Analysis: President Trump broke the code, exposed Iran origins of proxy terrorism

by WorldTribune Staff, January 9, 2020

For 40 years, the United States would not hold the Iranian regime responsible for the terror proxies it funded, armed, trained, and directed.

President Donald Trump “put an end to that arrangement,” an analyst noted.

U.S. President Donald Trump ‘has thrown the regime in Teheran off balance by changing the 40-year-old rules of the game.’ / YouTube

Since the targeted killing of Quds Force commander Qasem Soleimani, “Iran’s most important military proxy has begun taking credit for terror attacks committed nearly four decades ago,” Lee Smith noted in a analysis for Tabletmag.com.

It was Trump’s decisive action which showed “that Iran’s power is an illusion generated by D.C.’s willingness to look the other way,” Smith wrote.

Hizbullah-affiliated media and activists are now laying public claim to the terror organization’s responsibility for bombing the U.S. Marine barracks in Beirut in October 1983, which killed 241 Marines.

So why now?

“The answer is, to scare Americans now that Donald Trump has thrown the regime in Teheran off balance by changing the 40-year-old rules of the game,” Smith wrote. “The United States always knew that Hizbullah was responsible for the Marine barracks attack.”

The U.S. also knew that Hizbullah was funded by Iran.

President Ronald Reagan’s “decision not to respond directly to the attack was part of a tacit agreement that America and the Islamic Republic entered into during the 1979 U.S. Embassy takeover in Teheran,” Smith wrote. “It mirrored similar arrangements with the Soviet Union in which neither superpower held the other directly accountable for the actions of proxies in order to reduce the likelihood of a nuclear cataclysm.”

Smith continued: “Yet, unlike the Soviet Union, the Islamic Republic was hardly a globe-spanning nuclear superpower. It was merely a hostile local power that threatened the American regional security order through terror attacks. Washington’s response was to look away, under the theory that it was beneficial to the larger order to pretend, in public, that rules still existed. In turn, Iran was happy to play make-believe and accumulate prestige and leverage.

“The terms of this weird deal held fast for the next four decades, through the end of the Cold War, the collapse of the Soviet Union, the First and Second Gulf Wars, Bush’s occupation of Iraq, Obama’s Iran deal, and other local and global milestones.”

Washington wouldn’t hold Iran accountable for its terror proxies and, in exchange, “Iran and its partners would refrain from embarrassing the Americans by boasting about the murders they committed,” Smith wrote.

The founder of the Islamic Republic, Ayatollah Ruhollah Khomeini, famously said that America couldn’t do a damn thing. “It is more accurate to say our elected officials wouldn’t do a damn thing,” Smith noted.

Trump ended the four-decades-old arrangement “by commingling the dust of Soleimani together with that of one of his chief Arab lieutenants, Abu Mahdi al-Muhandis, head of one of Iran’s Iraqi terror proxies,” Smith wrote. “Now that Trump is holding Iran accountable for the actions its proxies taken in its name, the leverage gained by helping America play make-believe is gone.
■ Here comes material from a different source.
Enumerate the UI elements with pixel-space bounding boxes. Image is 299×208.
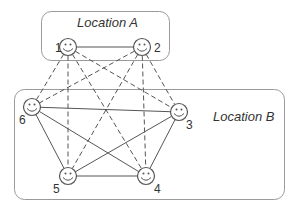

Iran and its allies now feel liberated to bathe publicly in the blood of Americans and warn that more violence is coming their way.”

Trump’s breaking of the old code, Smith noted, “has stripped Iran of the most important instrument in its arsenal — ‘plausible deniability.’ ”

“The threat that Iran poses to a superpower America is ‘asymmetric’ — kidnappings, embassy attacks, hijackings, bombings, etc., typically conducted by Iranian proxies,” Smith wrote. “The military experts and political scientists who coined the term usually fail to note that the ability to wage ‘asymmetric’ warfare is wholly dependent on an adversary’s willed blindness. If Iran’s targets decide to unsubscribe to the fiction that the Islamic Republic is not directly responsible for the actions of its proxies, Iran is rendered virtually powerless – with terror attacks being met with direct military hits on Iranian bases, airfields, ports, power plants, dams, and other infrastructure.”

Smith continued: “It is only because Americans and other Western powers have declined to call out Iran and have instead appeased it, that an obscurantist regime whose major exports are energy, pistachios — and terror, of course — appears like a formidable adversary.”

In holding Iran accountable, “Trump has knocked Iran down to its natural size — and likely made Americans safer from Iranian aggression than they have in fact been at any point in the last 40 years, during which Iranian proxies have repeatedly killed large numbers of Americans,” Smith wrote. “Killing Soleimani is a much more important operation than those targeting ISIS leader al-Baghdadi and even bin Laden, since it will likely shape the future actions of a state, not the leadership rotation of terror groups.”